The American Enterprise Institute for Public Policy Research surveyed Americans of all ages and found some very sobering things, but one of the worst was one that I haven’t seen covered much.
It said that only half of women who are college educated read books for pleasure, and only 2 out of 5 men who are college educated do the same.
That’s very sad news, because we know what the consequences will be: The same thing that happens to sports teams when nobody goes to work out.
I was commencement speaker at Frassati Academy in Plattsburg, Missouri, on May 20, and that’s what I told them.
“You often hear the argument that reading a book will do nothing for your life,” I said. “Don’t believe it.”
People will say, “When will I ever need to know why Achilles was angry at Agamemnon in the Iliad or what drove Captain Ahab mad in Moby Dick?”
They say the same thing about higher-level math. “What difference does this make? I will never use any of that stuff at work.”
Now, imagine someone said, “I will never have to bench press anything on the basketball court, so why should I bench press now?” Or, “I never have to stretch on the soccer field, so I’m not going to stretch before I play!”
You would realize that they had no idea what they were talking about. You do all of those things not because you need to do the same things in the game, but because you need to prepare your body to play the game well.
It’s the same thing with reading the Iliad and working at Chevron corporate headquarters or on Capitol Hill.
I worked at Chevron corporate headquarters with their speechwriting team, and wrote speeches for the CEO and CFO about topics I had never encountered before. I did this right after college, when I was 20, and I could only do it because I had put my mind through a workout. I attended a Great Books program in college, where I had built up my mind with the Iliad, stretched it with Aristotelian logic, and kept it stretched and warmed up by continuing to read after graduation.
I did the same thing on Capitol Hill. I worked for the Chairman of the Ways and Means Committee, and I had to write knowingly about things I had never studied: International trade agreements, tax law, and health care coverage. My brain knew how to do it, because I had spent years tackling even bigger, harder topics: Plato, Shakespeare and Dostoevsky.
“But the loss of reading doesn’t just affect individuals,” I said. “It changes nations.”
In the 1940s, George Orwell wrote, in Politics and the English Language, “[Our language] becomes ugly and inaccurate because our thoughts are foolish, but the slovenliness of our language makes it easier for us to have foolish thoughts. ... if thought corrupts language, language can also corrupt thought.”
He says that by not reading, we don’t just choose a different pastime. It means we have left our minds vulnerable to bad people who can now easily trick us into doing bad things.
If he’s right, then the future of America is going to be rough. People who have never spent time challenging or stretching their minds will not be able to think through what’s right and wrong for themselves, their families, or our nation. They will easily be led to believe whatever they are told by those who want to control them. They will be putty in the hands of evil.
If you have learned to read deeply, you have been given a great gift.
You have learned that the truth is knowable, and lovable. You have learned that the truth simultaneously makes you humble and confident; it simultaneously puts you in your place and sends you out as its ambassador. If you have been given this gift, you have been called to stand in the breach and defend the true dignity of the human person as only you know it.
“So, we’re counting on you,” I ended. “We’re counting on you to read, think, and wonder about things beyond what’s right in front of you. I guarantee that, if you do, you will do more with your life than you ever thought possible.”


* **Problem description**:
Should a line below contain the word "mailing", report it.

..........

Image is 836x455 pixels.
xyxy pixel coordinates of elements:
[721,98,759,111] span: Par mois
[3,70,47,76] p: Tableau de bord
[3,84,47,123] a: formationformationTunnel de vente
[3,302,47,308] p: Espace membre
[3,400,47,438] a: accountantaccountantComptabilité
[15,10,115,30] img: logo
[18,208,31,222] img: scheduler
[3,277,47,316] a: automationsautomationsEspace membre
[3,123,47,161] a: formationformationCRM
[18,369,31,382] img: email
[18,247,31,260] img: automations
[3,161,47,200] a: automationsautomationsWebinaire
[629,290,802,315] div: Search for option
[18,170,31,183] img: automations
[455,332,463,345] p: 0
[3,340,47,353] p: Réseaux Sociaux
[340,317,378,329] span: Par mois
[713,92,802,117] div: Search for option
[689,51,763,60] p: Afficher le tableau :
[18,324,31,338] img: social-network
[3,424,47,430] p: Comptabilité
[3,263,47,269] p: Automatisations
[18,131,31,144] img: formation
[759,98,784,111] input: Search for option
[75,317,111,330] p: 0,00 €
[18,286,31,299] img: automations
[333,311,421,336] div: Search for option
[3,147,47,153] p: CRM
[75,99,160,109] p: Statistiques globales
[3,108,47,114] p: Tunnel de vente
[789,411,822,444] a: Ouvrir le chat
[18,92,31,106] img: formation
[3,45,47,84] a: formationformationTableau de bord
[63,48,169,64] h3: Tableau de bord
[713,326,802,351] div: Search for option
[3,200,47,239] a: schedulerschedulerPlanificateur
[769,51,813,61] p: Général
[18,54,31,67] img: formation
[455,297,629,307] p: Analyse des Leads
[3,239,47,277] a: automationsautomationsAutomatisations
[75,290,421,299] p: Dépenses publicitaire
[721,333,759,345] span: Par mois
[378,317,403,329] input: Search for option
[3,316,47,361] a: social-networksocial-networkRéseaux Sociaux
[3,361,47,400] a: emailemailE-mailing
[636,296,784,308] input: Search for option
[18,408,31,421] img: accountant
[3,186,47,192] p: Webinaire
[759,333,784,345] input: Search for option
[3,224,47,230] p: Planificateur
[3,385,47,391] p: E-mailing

..........

* **Completed exercise**:
[3,361,47,400] a: emailemailE-mailing
[3,385,47,391] p: E-mailing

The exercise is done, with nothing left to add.